Fostering Cross-Functional Collaboration
One of the biggest things that can kill any R&D project, no matter how high-impact or not, is if teams are not talking to one another. Breaking down silos with diverse teams is going to be critical for success, right from the first day of any new project. These teams should have joint milestones, and it doesn’t matter if it’s an engineer or marketer; everyone should be held to the same standards.
Leveraging Agile Methodologies
Tied directly back to the crux of a lot of the work we do, there is a direct opportunity to leverage Agile methodologies within the scope of sharpening an R&D focus. Adopting Agile sprints for R&D is a great way to look at short cycles of build-test-learn to see if the work you are doing has any real velocity to move forward.
If you use the Agile method, it’s going to help expose where bottlenecks exist, which in turn leads to faster validation of something new and reduces the costs of sinking more into it if the reality is that it won’t work at all.
Data-Driven Decision Making

If you combine a sharpened R&D focus with data-based decision-making, you can look at how to make better choices on allocating resources. This includes, but is certainly not limited to, using predictive models to forecast the future potential of projects.
While R&D certainly relies on a bit of gut-based decision-making, this is wrong as often as it is right. This isn’t true for using data, which is far more likely to make for a smarter bet on what’s next.
Benefits of a Sharpened R&D Focus
It should be pretty evident at this point, but the benefits of a sharpened R&D focus are very clear.
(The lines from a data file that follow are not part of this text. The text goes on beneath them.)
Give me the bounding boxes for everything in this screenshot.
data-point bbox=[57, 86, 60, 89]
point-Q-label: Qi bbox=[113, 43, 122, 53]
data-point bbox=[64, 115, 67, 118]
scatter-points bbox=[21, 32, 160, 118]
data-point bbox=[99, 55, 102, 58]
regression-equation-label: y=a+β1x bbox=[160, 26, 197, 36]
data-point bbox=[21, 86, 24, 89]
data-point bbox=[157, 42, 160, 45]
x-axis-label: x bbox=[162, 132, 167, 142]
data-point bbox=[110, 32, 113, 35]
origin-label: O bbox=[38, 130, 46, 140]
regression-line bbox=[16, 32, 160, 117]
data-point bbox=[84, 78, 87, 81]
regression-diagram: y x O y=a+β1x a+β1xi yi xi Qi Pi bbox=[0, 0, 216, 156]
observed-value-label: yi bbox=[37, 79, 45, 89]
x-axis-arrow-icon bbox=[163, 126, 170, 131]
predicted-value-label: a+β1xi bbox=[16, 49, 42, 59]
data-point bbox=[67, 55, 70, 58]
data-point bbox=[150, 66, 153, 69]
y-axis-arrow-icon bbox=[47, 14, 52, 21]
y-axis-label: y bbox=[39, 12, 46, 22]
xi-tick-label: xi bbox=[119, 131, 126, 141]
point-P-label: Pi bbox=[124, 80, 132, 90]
Not only does it turbocharge breakthroughs, but it can also slash overall R&D costs by reducing the total number of projects. This allows the right amount of resources to be allocated to projects that have a real chance of being differentiators in the future for a business.
Better yet, teams can deliver more with less, and ultimately, morale is going to jump as a result. Teams that are able to take bold risks, all while removing a lot of the frustration that leads to taking these risks, are going to wind up producing more winners than not. Add in cross-collaboration as another benefit, and you have fewer false starts and more market wins.
Other Useful Tools and Concepts
At the end of the day, there is a ton that can be learned about all of the benefits of R&D. Of course, this doesn’t mean that R&D is the only topic to consider reading more about. You might also want to consider the benefits of Value Stream Mapping for service operations, which can be applied in an R&D context to eliminate unnecessary steps in review processes.
Alternatively, you could also take a look at how to close the loop on how Kaizen enhances feedback systems. Feedback is going to be a critical component of how successful your R&D results are with customers, so this is a great thing to familiarize yourself with. Lastly, take a look at how engaging people in your continuous improvement efforts will play off, which is something everyone in business should know.
Conclusion
Ultimately, sharpening your R&D focus isn’t something that should be optional, but mandatory. It’s going to be necessary to perform these actions to accelerate your team’s ability to break through whatever might be currently stopping them from delivering something great. The hope is that your business can outrun your rivals with speed and smarts, something that R&D can definitely deliver again and again.